Transverse magnetic field waves are part of light, of course, as part of the whole transverse electromagnetic wave (TEM wave) effect.
 
berkeman said:
If the mu metal is formed into something like a hollow pipe, it will still concentrate the field lines inside the metal, and basically nothing will be inside the pipe. So I don't think you can use mu metal for an "insulating" function, although you certainly can use it as a magnetic circuit (or any ferrous metal can be used for a "magnetic conductor" like you use in transformers, etc.).
We may be interpreting "insulating" differently, but the pipe you described insulates the insides from external fields, doesn't it?

Mumetal is routinely used for magnetic shielding.
 
Gokul43201 said:
We may be interpreting "insulating" differently, but the pipe you described insulates the insides from external fields, doesn't it?

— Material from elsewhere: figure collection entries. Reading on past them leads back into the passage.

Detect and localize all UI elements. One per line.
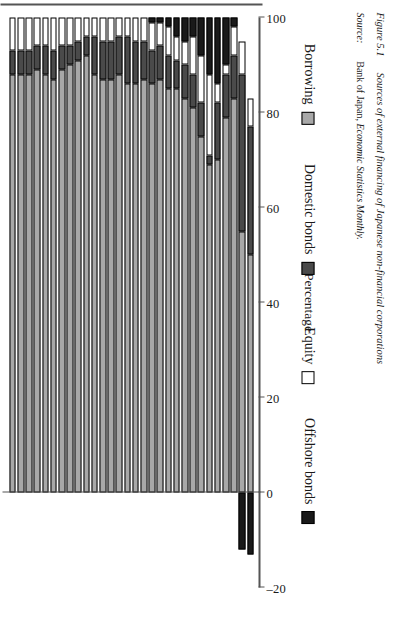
bar-segment-borrowing <box>58 69 65 492</box>
bar-segment-offshore <box>181 17 188 41</box>
legend-label: Offshore bonds <box>300 418 316 504</box>
bar-segment-borrowing <box>189 107 196 492</box>
legend-swatch-borrowing <box>302 111 315 124</box>
bar-segment-equity <box>25 17 32 50</box>
bar-segment-equity <box>173 36 180 60</box>
bar-segment-offshore <box>197 17 204 55</box>
bar-segment-borrowing <box>238 231 245 492</box>
bar-segment-offshore <box>238 492 245 549</box>
bar-segment-borrowing <box>66 65 73 493</box>
bar-segment-borrowing <box>50 79 57 492</box>
bar-row <box>230 17 237 587</box>
percentage-tick-label: 20 <box>266 392 279 405</box>
bar-row <box>91 17 98 587</box>
bar-segment-borrowing <box>206 164 213 492</box>
bar-segment-domestic <box>124 36 131 84</box>
bar-row <box>165 17 172 587</box>
bar-segment-borrowing <box>9 74 16 492</box>
bar-segment-domestic <box>238 74 245 231</box>
bar-segment-borrowing <box>222 117 229 492</box>
bar-row <box>238 17 245 587</box>
bar-segment-domestic <box>9 50 16 74</box>
bar-segment-borrowing <box>124 84 131 493</box>
bar-row <box>173 17 180 587</box>
legend-item-borrowing: Borrowing <box>300 43 316 124</box>
bar-segment-borrowing <box>74 60 81 492</box>
bar-segment-borrowing <box>140 79 147 492</box>
bar-row <box>214 17 221 587</box>
caption-line: Figure 5.1 Sources of external financing… <box>372 0 390 619</box>
bar-segment-equity <box>50 17 57 50</box>
bar-segment-domestic <box>58 46 65 70</box>
bar-segment-domestic <box>197 103 204 136</box>
bar-segment-domestic <box>214 103 221 160</box>
bar-segment-equity <box>238 41 245 74</box>
bar-segment-equity <box>74 17 81 41</box>
bar-segment-equity <box>17 17 24 50</box>
legend-label: Domestic bonds <box>300 163 316 254</box>
bar-row <box>115 17 122 587</box>
bar-segment-domestic <box>173 60 180 89</box>
bar-row <box>140 17 147 587</box>
bar-segment-domestic <box>115 36 122 74</box>
bar-segment-domestic <box>25 50 32 74</box>
bar-row <box>206 17 213 587</box>
bar-segment-equity <box>222 65 229 75</box>
bar-segment-borrowing <box>91 74 98 492</box>
bar-row <box>247 17 254 587</box>
bar-segment-borrowing <box>247 255 254 493</box>
bar-row <box>189 17 196 587</box>
bar-row <box>181 17 188 587</box>
percentage-tick-label: 0 <box>266 487 272 500</box>
bar-row <box>33 17 40 587</box>
percentage-tick <box>258 586 264 587</box>
bar-segment-offshore <box>230 17 237 27</box>
bar-segment-borrowing <box>33 69 40 492</box>
bar-row <box>197 17 204 587</box>
bar-row <box>66 17 73 587</box>
bar-segment-equity <box>91 17 98 36</box>
bar-segment-equity <box>99 17 106 41</box>
percentage-tick <box>258 206 264 207</box>
percentage-tick-label: 100 <box>266 12 285 25</box>
source-label: Source: <box>354 12 365 43</box>
bar-segment-offshore <box>189 17 196 36</box>
bar-segment-equity <box>58 17 65 46</box>
bar-row <box>25 17 32 587</box>
percentage-tick <box>258 396 264 397</box>
bar-segment-offshore <box>206 17 213 74</box>
bar-segment-borrowing <box>165 88 172 492</box>
bar-segment-borrowing <box>25 74 32 492</box>
legend-swatch-domestic <box>302 261 315 274</box>
bar-segment-equity <box>9 17 16 50</box>
bar-segment-domestic <box>33 46 40 70</box>
bar-segment-borrowing <box>99 79 106 492</box>
bar-row <box>148 17 155 587</box>
bar-segment-borrowing <box>132 84 139 493</box>
bar-segment-domestic <box>189 74 196 107</box>
bar-segment-borrowing <box>156 79 163 492</box>
source-line: Source: Bank of Japan, Economic Statisti… <box>352 0 370 619</box>
bar-segment-domestic <box>181 65 188 98</box>
percentage-tick-label: 60 <box>266 202 279 215</box>
bar-segment-domestic <box>230 55 237 98</box>
year-axis-line <box>0 3 262 5</box>
bar-row <box>132 17 139 587</box>
bar-segment-domestic <box>156 46 163 79</box>
bar-segment-equity <box>132 17 139 41</box>
bar-segment-domestic <box>74 41 81 60</box>
bar-segment-borrowing <box>197 136 204 492</box>
bar-segment-equity <box>140 17 147 41</box>
bar-row <box>17 17 24 587</box>
percentage-tick <box>258 16 264 17</box>
source-publisher: Bank of Japan, <box>354 61 365 123</box>
bar-segment-equity <box>181 41 188 65</box>
bar-segment-offshore <box>148 17 155 22</box>
bar-segment-borrowing <box>181 98 188 492</box>
bar-row <box>42 17 49 587</box>
bar-segment-domestic <box>66 46 73 65</box>
bar-segment-equity <box>214 84 221 103</box>
bar-segment-borrowing <box>17 74 24 492</box>
zero-axis-line <box>2 491 260 492</box>
bar-segment-equity <box>42 17 49 46</box>
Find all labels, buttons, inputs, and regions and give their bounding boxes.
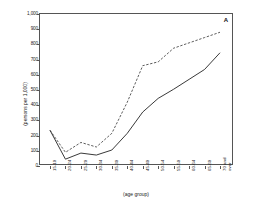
x-tick-mark xyxy=(143,166,144,169)
y-tick-mark xyxy=(37,75,40,76)
x-tick-label: 20-24 xyxy=(67,160,72,171)
y-axis-title: (persons per 1,000) xyxy=(22,82,28,126)
y-tick-mark xyxy=(37,44,40,45)
y-tick-mark xyxy=(37,136,40,137)
x-tick-label: 45-49 xyxy=(145,160,150,171)
x-tick-label: 15-19 xyxy=(52,160,57,171)
x-tick-label: 55-59 xyxy=(176,160,181,171)
figure-panel-a: 01002003004005006007008009001,000 15-192… xyxy=(0,0,255,208)
x-tick-label-line: 65-69 xyxy=(207,160,212,171)
x-tick-label: 40-44 xyxy=(129,160,134,171)
y-tick-mark xyxy=(37,29,40,30)
x-tick-label-line: 60-64 xyxy=(191,160,196,171)
x-tick-mark xyxy=(189,166,190,169)
x-tick-mark xyxy=(81,166,82,169)
x-tick-label: 50-54 xyxy=(160,160,165,171)
y-tick-mark xyxy=(37,151,40,152)
plot-area: 01002003004005006007008009001,000 15-192… xyxy=(39,13,233,165)
x-tick-label-line: 50-54 xyxy=(160,160,165,171)
y-tick-mark xyxy=(37,60,40,61)
y-tick-mark xyxy=(37,90,40,91)
chart-svg xyxy=(40,14,234,166)
x-tick-label: 60-64 xyxy=(191,160,196,171)
x-tick-mark xyxy=(220,166,221,169)
x-tick-mark xyxy=(205,166,206,169)
x-tick-mark xyxy=(50,166,51,169)
y-tick-mark xyxy=(37,105,40,106)
x-tick-label-line: 30-34 xyxy=(98,160,103,171)
x-tick-mark xyxy=(112,166,113,169)
x-tick-label-line: 35-39 xyxy=(114,160,119,171)
x-tick-mark xyxy=(174,166,175,169)
series-solid-line xyxy=(50,53,220,159)
y-tick-mark xyxy=(37,14,40,15)
x-tick-label: 25-29 xyxy=(83,160,88,171)
y-tick-mark xyxy=(37,120,40,121)
x-tick-label-line: over xyxy=(227,158,232,171)
x-tick-label-line: 15-19 xyxy=(52,160,57,171)
x-tick-label: 35-39 xyxy=(114,160,119,171)
y-axis-title-text: (persons per 1,000) xyxy=(22,82,28,126)
x-tick-label: 70 andover xyxy=(222,158,232,171)
y-tick-mark xyxy=(37,166,40,167)
series-dashed-line xyxy=(50,32,220,152)
x-tick-label-line: 45-49 xyxy=(145,160,150,171)
x-axis-title: (age group) xyxy=(39,191,233,197)
x-tick-label-line: 25-29 xyxy=(83,160,88,171)
panel-letter: A xyxy=(224,17,228,23)
x-tick-label-line: 20-24 xyxy=(67,160,72,171)
x-tick-label: 65-69 xyxy=(207,160,212,171)
x-tick-label: 30-34 xyxy=(98,160,103,171)
x-tick-label-line: 55-59 xyxy=(176,160,181,171)
x-tick-label-line: 40-44 xyxy=(129,160,134,171)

Very true, but I interpreted the OP question to be something like he'd like to have a B-field conductor that is insulated from other fields. I guess you could use something like a coaxial arrangement, where the outer mu metal hollow pipe has an air gap to an inner mu metal rod. The outer cylinder does as you say and insulates the inner rod from the outside fields, and the inner mu metal rod serves as the conductor for the desired field.

But it also sounded like frozendreams wanted the resulting protected B field to be in free space...?
 
mu-metal is used as a shield against weak magnetic fields, such as the Earth's field, in scientific instruments where a weak field is a problem. mu-metal is used in oscilloscopes using cathode-ray tubes.
If the mu-metal is arranged as an enclosure, then incident magnetic lines will follow the mu-metal and not penetrate the inside volume.
mu-metal is easily saturated and not useful for high fields.

silicon-steel is used at a magnetic shield at higher magnetic field levels, however silicon steel is transparent to weak fields.

A composite of mu-metal and silicon-steel layers provides a shield against all magnetic fields up to the saturation level of the silicon-steel.
 
I just reread your post and I think we are trying to do the same thing. See my post, "Are magnetic bubbles possible?".

If a magnetic field can be collimated and sent like a beam of light, then a magnetic bubble can also be created.

If it is impossible to collimate a magnetic field, then a magnetic bubble is also impossible I think.